Evaluation of Drivers' Interaction Ability at Social Scenarios: A Process-Based Framework
Jiaqi Liu, Peng Hang, Xiangwang Hu, Jian Sun
TL;DR
This paper addresses the challenge of evaluating drivers' interactive abilities in dynamic social driving contexts by proposing a three-stage, process-based framework: Risk Perception Modeling, Interactive Process Modeling, and Interactive Ability Scoring. It integrates motion-state estimation with risk field theory, plus game-theoretic rational-agent benchmarks (non-cooperative and cooperative) to model and assess interaction dynamics, and introduces an improved morphological similarity distance to score drivers relative to rational benchmarks. The approach is validated on unsignalized intersections using Chinese and US driving datasets, demonstrating the framework’s ability to distinguish conservative versus aggressive interactions and its adaptability across regional contexts. The work contributes a scalable, interpretable evaluation tool for driving risk, efficiency, and social interaction, with potential to guide autonomous vehicle behavior in human-driven environments and to support real-time assessment of driver interaction capabilities.
Abstract
Assessing drivers' interaction capabilities is crucial for understanding human driving behavior and enhancing the interactive abilities of autonomous vehicles. In scenarios involving strong interaction, existing metrics focused on interaction outcomes struggle to capture the evolutionary process of drivers' interactive behaviors, making it challenging for autonomous vehicles to dynamically assess and respond to other agents during interactions. To address this issue, we propose a framework for assessing drivers' interaction capabilities, oriented towards the interactive process itself, which includes three components: Interaction Risk Perception, Interaction Process Modeling, and Interaction Ability Scoring. We quantify interaction risks through motion state estimation and risk field theory, followed by introducing a dynamic action assessment benchmark based on a game-theoretical rational agent model, and designing a capability scoring metric based on morphological similarity distance. By calculating real-time differences between a driver's actions and the assessment benchmark, the driver's interaction capabilities are scored dynamically. We validated our framework at unsignalized intersections as a typical scenario. Validation analysis on driver behavior datasets from China and the USA shows that our framework effectively distinguishes and evaluates conservative and aggressive driving states during interactions, demonstrating good adaptability and effectiveness in various regional settings.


**What to work on**. Write only the number of lines in the data that include the word "Comms".
[Start of section]
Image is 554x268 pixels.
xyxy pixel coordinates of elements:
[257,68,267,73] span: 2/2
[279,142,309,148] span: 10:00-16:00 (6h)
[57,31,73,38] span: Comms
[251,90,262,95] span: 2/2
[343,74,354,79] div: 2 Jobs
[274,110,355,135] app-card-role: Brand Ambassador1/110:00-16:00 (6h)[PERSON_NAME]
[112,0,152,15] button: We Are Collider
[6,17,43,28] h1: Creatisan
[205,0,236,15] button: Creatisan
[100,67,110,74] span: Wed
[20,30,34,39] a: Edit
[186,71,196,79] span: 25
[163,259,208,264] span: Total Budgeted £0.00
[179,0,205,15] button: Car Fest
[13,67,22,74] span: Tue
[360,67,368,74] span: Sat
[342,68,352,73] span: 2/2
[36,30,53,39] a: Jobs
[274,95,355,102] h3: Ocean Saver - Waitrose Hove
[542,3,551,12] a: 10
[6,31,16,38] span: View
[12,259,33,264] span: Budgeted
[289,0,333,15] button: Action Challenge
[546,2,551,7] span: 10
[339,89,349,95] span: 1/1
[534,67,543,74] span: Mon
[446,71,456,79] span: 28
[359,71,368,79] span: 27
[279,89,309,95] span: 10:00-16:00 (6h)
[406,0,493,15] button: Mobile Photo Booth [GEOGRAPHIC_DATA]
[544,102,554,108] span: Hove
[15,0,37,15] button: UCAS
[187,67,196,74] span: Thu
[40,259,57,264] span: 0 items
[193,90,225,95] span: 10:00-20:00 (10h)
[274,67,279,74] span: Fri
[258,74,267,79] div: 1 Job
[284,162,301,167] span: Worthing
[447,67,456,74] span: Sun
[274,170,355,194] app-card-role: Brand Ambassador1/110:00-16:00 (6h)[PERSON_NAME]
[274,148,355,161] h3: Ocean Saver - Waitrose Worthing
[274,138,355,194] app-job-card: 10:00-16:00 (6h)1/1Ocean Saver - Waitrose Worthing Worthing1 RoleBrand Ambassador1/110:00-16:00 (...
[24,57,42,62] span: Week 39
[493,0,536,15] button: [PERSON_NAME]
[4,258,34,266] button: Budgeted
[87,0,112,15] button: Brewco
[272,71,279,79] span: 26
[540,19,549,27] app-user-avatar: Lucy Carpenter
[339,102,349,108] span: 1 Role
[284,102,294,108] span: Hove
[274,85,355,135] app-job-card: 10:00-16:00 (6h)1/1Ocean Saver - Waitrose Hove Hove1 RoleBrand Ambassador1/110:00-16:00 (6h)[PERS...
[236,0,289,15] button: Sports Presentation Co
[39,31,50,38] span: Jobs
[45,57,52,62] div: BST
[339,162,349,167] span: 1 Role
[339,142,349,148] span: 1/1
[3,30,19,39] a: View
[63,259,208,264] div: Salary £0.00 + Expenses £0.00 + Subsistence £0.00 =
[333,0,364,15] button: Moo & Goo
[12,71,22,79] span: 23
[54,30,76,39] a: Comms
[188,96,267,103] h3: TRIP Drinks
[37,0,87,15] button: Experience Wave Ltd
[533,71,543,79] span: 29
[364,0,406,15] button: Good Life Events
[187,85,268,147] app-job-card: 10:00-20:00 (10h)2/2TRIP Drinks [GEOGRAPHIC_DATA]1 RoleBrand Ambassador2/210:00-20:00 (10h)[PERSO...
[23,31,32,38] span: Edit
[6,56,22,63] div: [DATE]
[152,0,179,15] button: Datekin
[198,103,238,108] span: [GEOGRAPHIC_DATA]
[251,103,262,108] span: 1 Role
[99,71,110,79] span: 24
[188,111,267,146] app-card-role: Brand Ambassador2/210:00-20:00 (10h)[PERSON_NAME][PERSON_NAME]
[End of section]
**Result of this task**. 2